The sun is invisible. You cannot, do not, look at the sun as you look at any other thing. In fact, the sun as we know it, is neither just a thing. The pen with which I am writing this text is a thing, my shirt is a thing, the plant on my desk is a thing. I can look at them, directly, hold them, touch them. They all appear in the light of the sun. The sun itself, however, is invisible, hidden in its own light. Not too invisible, like a glass window or a spider web, but too visible. As children we are thought not to look into the sun directly because it is blinding. In the light of the sun, the blind and those that can see are equal, invisibility and overvisibility are not that different.


Any image of the sun depicts something no one has ever seen, but which every living creature in time and existence has encountered. And yet, all images of the sun depict that one unmistakable light source. Depicted even before it was written about.


To depict the sun, is to make visible the invisible, to give form to the formless, just like the sun draws out the world, gives it lines, colours, and edges. To draw its image, to paint its picture, is an act of creativity, of creation, not imitation.


Thus, any image of the sun, does what the sun does, and is, to a certain degree, more than merely an image. Rather, it performs.
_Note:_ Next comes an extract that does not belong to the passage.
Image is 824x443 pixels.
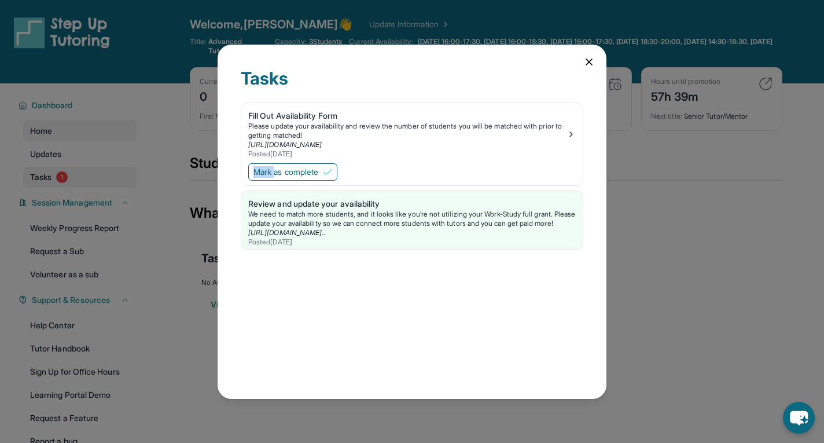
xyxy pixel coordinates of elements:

We should say, then, that the accuracy of a depiction of the sun lies not in the quality of its imitation, in a visual similarity, but in its performativity, in its ability to do as the sun does. Perhaps it would be more apt to appreciate a portrayal of the sun for its act of making visible the invisible, instead for what it supposedly portrays.


In and with the image of the sun, the world and the sun switch places: not the sun renders visible the world, but the world makes visible the sun. And now it is the artist, the canvas, the pencils and brushes, the world itself, that become invisible in the act of making visible. The canvas and the strokes are no longer merely visible, but point to something else, the sun, and dissappear behind this idea. What one sees is the ‘sun’, and for a second, nothing else.
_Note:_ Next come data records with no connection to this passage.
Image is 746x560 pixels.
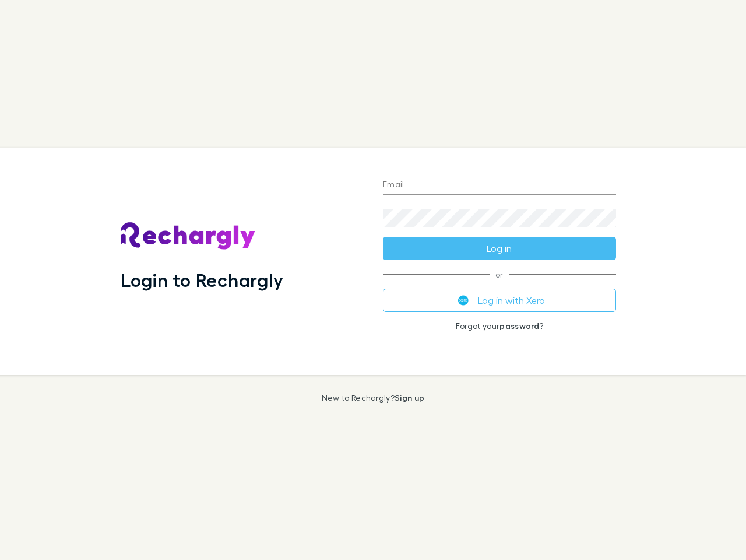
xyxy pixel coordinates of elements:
p: Forgot your ? [383,321,616,331]
img: Xero's logo [458,295,469,305]
button: Log in with Xero [383,289,616,312]
p: New to Rechargly? [321,393,425,402]
a: password [499,321,539,331]
img: Rechargly's Logo [121,222,256,250]
span: or [383,274,616,275]
h1: Login to Rechargly [121,268,283,291]
button: Log in [383,236,616,260]
a: Sign up [395,393,425,402]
In portraying the act of rendering visible, of giving a picture, the sun-image indirectly shines light on the world insofar it is covered in light. The trees, the streets, the strangers, are no longer merely visible, but visible as made visible. The world appears as in a painting, painted by the invisible sun.


To carry with oneself a tattoo of the sun, then, is to carry with oneself an entrance to the paintedness of human life, the strange twilight between ideal and real that we always already inhabit. At the basis of the painting in which we live, in which we get up, eat, dance fall in love, and move on, lies a visible invisibility, or an invisible visibility. And, in contrast with any other type of image, the tatttoo explicitly attaches its life and fate to the life and fate from which it sprouts and to which it belongs.


The suntattoo is the appropriation of both the paintedness of our world, and our ability to paint and make our world. It changes slighlty the angle of our outlook, showing us our halo, the blanket of light that covers our loved ones, the being-divine of our world, our friends, our homes.


I can draw or write you a world, a place somewhere between life and death, between the eye and darkness.  

 
 
 

1 commentaire


Stef Bulten-Dirksen
Stef Bulten-Dirksen
3 days ago

I reckon the author does not know of the existence of solar filters.